• **WHAT YOU WILL DO**
Your answer must be the full set of entries, repeated exactly.

Recorded data
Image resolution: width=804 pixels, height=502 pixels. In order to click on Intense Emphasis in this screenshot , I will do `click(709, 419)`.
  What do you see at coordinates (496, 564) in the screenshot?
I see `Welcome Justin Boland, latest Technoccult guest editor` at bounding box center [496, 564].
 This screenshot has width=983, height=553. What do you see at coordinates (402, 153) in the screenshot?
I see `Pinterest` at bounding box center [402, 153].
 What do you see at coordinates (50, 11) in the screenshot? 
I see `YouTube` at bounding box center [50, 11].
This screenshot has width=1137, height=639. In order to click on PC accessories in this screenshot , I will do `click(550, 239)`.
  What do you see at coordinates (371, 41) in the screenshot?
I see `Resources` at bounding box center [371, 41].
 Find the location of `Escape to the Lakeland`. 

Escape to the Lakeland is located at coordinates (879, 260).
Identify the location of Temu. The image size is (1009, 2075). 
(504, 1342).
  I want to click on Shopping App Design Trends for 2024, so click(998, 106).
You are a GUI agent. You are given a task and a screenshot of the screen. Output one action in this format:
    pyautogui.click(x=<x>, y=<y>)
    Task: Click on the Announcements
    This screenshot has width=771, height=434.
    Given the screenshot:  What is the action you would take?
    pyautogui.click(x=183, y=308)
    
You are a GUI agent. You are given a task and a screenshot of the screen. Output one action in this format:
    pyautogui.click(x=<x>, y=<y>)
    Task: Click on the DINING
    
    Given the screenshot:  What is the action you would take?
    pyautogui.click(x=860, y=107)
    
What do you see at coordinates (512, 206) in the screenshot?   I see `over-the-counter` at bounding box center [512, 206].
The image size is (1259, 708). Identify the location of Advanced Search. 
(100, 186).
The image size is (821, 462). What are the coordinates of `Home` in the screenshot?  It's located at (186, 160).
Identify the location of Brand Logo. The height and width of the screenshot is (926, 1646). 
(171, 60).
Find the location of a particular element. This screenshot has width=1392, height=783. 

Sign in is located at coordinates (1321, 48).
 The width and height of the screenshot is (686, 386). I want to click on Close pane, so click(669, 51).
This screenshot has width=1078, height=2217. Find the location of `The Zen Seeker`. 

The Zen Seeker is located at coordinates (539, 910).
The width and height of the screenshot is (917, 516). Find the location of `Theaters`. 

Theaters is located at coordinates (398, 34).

• **REPLY**
Image resolution: width=804 pixels, height=502 pixels. In order to click on Intense Emphasis in this screenshot , I will do `click(709, 419)`.
  What do you see at coordinates (496, 564) in the screenshot?
I see `Welcome Justin Boland, latest Technoccult guest editor` at bounding box center [496, 564].
 This screenshot has width=983, height=553. What do you see at coordinates (402, 153) in the screenshot?
I see `Pinterest` at bounding box center [402, 153].
 What do you see at coordinates (50, 11) in the screenshot? 
I see `YouTube` at bounding box center [50, 11].
This screenshot has width=1137, height=639. In order to click on PC accessories in this screenshot , I will do `click(550, 239)`.
  What do you see at coordinates (371, 41) in the screenshot?
I see `Resources` at bounding box center [371, 41].
 Find the location of `Escape to the Lakeland`. 

Escape to the Lakeland is located at coordinates (879, 260).
Identify the location of Temu. The image size is (1009, 2075). 
(504, 1342).
  I want to click on Shopping App Design Trends for 2024, so click(998, 106).
You are a GUI agent. You are given a task and a screenshot of the screen. Output one action in this format:
    pyautogui.click(x=<x>, y=<y>)
    Task: Click on the Announcements
    This screenshot has width=771, height=434.
    Given the screenshot:  What is the action you would take?
    pyautogui.click(x=183, y=308)
    
You are a GUI agent. You are given a task and a screenshot of the screen. Output one action in this format:
    pyautogui.click(x=<x>, y=<y>)
    Task: Click on the DINING
    
    Given the screenshot:  What is the action you would take?
    pyautogui.click(x=860, y=107)
    
What do you see at coordinates (512, 206) in the screenshot?   I see `over-the-counter` at bounding box center [512, 206].
The image size is (1259, 708). Identify the location of Advanced Search. 
(100, 186).
The image size is (821, 462). What are the coordinates of `Home` in the screenshot?  It's located at (186, 160).
Identify the location of Brand Logo. The height and width of the screenshot is (926, 1646). 
(171, 60).
Find the location of a particular element. This screenshot has width=1392, height=783. 

Sign in is located at coordinates (1321, 48).
 The width and height of the screenshot is (686, 386). I want to click on Close pane, so click(669, 51).
This screenshot has width=1078, height=2217. Find the location of `The Zen Seeker`. 

The Zen Seeker is located at coordinates (539, 910).
The width and height of the screenshot is (917, 516). Find the location of `Theaters`. 

Theaters is located at coordinates (398, 34).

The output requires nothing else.